Saturday, November 16, 2013

The God of the Wrestlers


NOT, I’ll not, carrion comfort, Despair, not feast on thee;
Not untwist—slack they may be—these last strands of man
In me ór, most weary, cry I can no more. I can;
Can something, hope, wish day come, not choose not to be.
But ah, but O thou terrible, why wouldst thou rude on me
Thy wring-world right foot rock? lay a lionlimb against me? scan
With darksome devouring eyes my bruisèd bones? and fan,
O in turns of tempest, me heaped there; me frantic to avoid thee and flee?

Why? That my chaff might fly; my grain lie, sheer and clear.
Nay in all that toil, that coil, since (seems) I kissed the rod,
Hand rather, my heart lo! lapped strength, stole joy, would laugh, chéer.
Cheer whom though? the hero whose heaven-handling flung me, fóot tród
Me? or me that fought him? O which one? is it each one? That night, that year
Of now done darkness I wretch lay wrestling with (my God!) my God.
Gerard Manley Hopkins, Carrion Comfort

Reflection – Time for another sonnet from my favorite poet. One of Catherine Doherty’s favorite books was The Struggle With God, by the Russian theologian Paul Evdokimov. This poem by Hopkins really is one of the best descriptions of that struggle and what it does to and in us.

As I have said before on this blog, to ‘explain’ a poem is a crime against literature; the meaning of the poem is found in the reading of it, not in reading about it. This one is actually one of Hopkins’ clearer works. I have always loved the strong beginning negation: NOT!

I will NOT despair; I will NOT give up; I will NOT say ‘no more’. There is a fierce, fighting spirit here that is so essential to our human thriving. We are indeed in a battle, whether it is with the world, ourselves, the devil, or in some weird way God Himself, and the first law of the battle is (quoting Galaxy Quest) ‘Never give up! Never surrender!’

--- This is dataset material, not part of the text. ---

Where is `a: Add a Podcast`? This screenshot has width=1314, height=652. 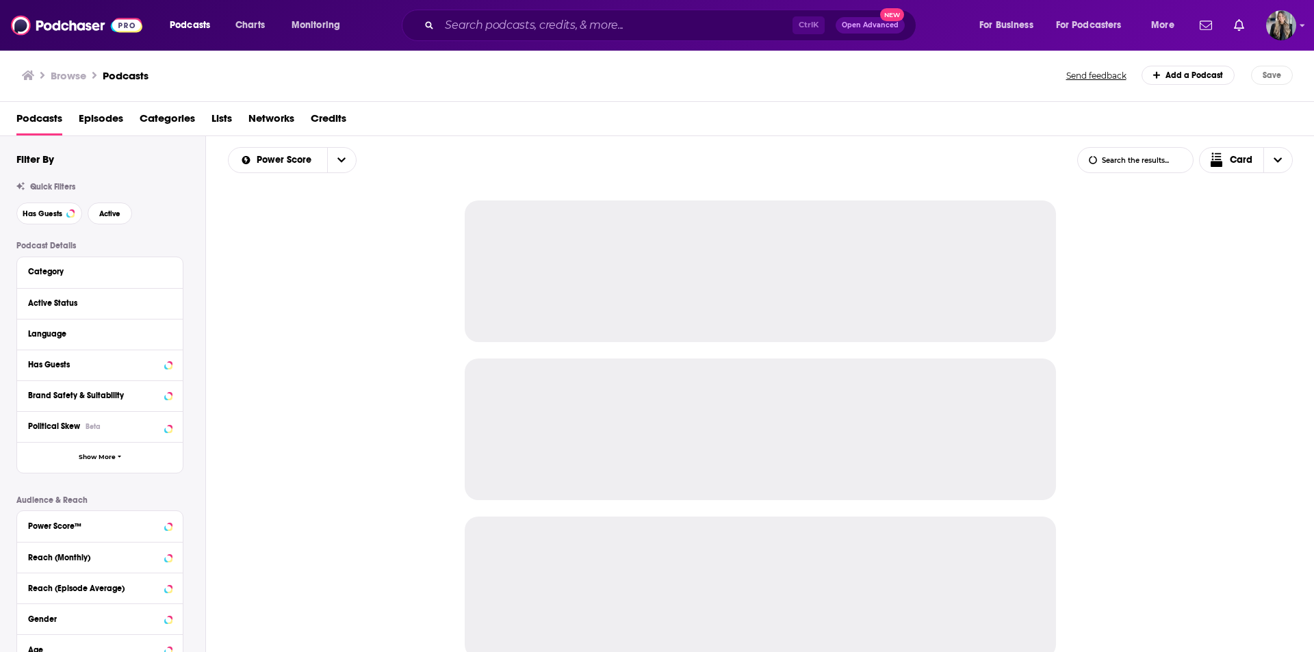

And yet Hopkins, and we with him, find ourselves in this strange predicament. In the choice to not despair, to not just pack it in, take our marbles and go home, in the choice to simply carry on with whatever the difficult, challenging situation, interior or exterior battle is that we find ourselves in, we find ourselves struggling not merely with flesh and blood, with human perfidy or our own weaknesses.

We find, as we struggle and sweat in the trenches of life, that we are locked in a wrestler’s embrace with the One who made the universe, the very God who made my arms and legs and muscle and sinew, now entering the arena to engage in single combat with me. This is the Jacob moment of our lives, the Job moment—that the mysterious twisting and turning of life and its fortunes has delivered us into the arms of God, not simply and sweetly for a loving embrace, but in struggle and strife.

The wrestler God—this is the subject of this poem. And Hopkins takes us further yet, as every good sonnet does in its second stanza. In this wrestling match of the soul and God, he finds himself now in the third position, that of the cheering crowd. And oddly, cheering both parties of the bout. God, who enters this combat, this wrestling match not to thrash us but to thresh us, to send our grain flying up into the air so that the wind of God may sweep away the useless chaff.

God, who does this bizarre thing for us—deigning, Him the infinite eternal one, to descend that deeply to our level, to actually be so vitally concerned with my petty little self and your petty little self that He would get down in the dirt and mud of the world with us to rassle us? Yeah, let’s cheer him!

Or… cheer for the plucky underdog, the creature of mud and spittle who grapples and groans in the fight against the Immortal and Mighty One. Or… cheer for both. And see in this struggle, this bout, this wrestling match something new emerging, an eternally New God and a new Denis, something happening in the intimacy and strain of the dark night, that renders a depth of union, a revelation of love, a nuptial grace that makes of God and me a single entity in some fashion that beggars human language and understanding
.
It seems to me that this is the comfort for our carrion selves, this is the sure and perfect remedy against despair. To know that, in the turmoil and trouble, the real pain and sorrow of our lives as it comes to us, there is a real encounter with God, a real action of God to… well, do something to and in us that we do not understand, barely glimpse, and yet sustains us through the long night of battle to the dawn of day, when we, limping perhaps like Jacob, enter the Promised Land of God where we will live in peace forever.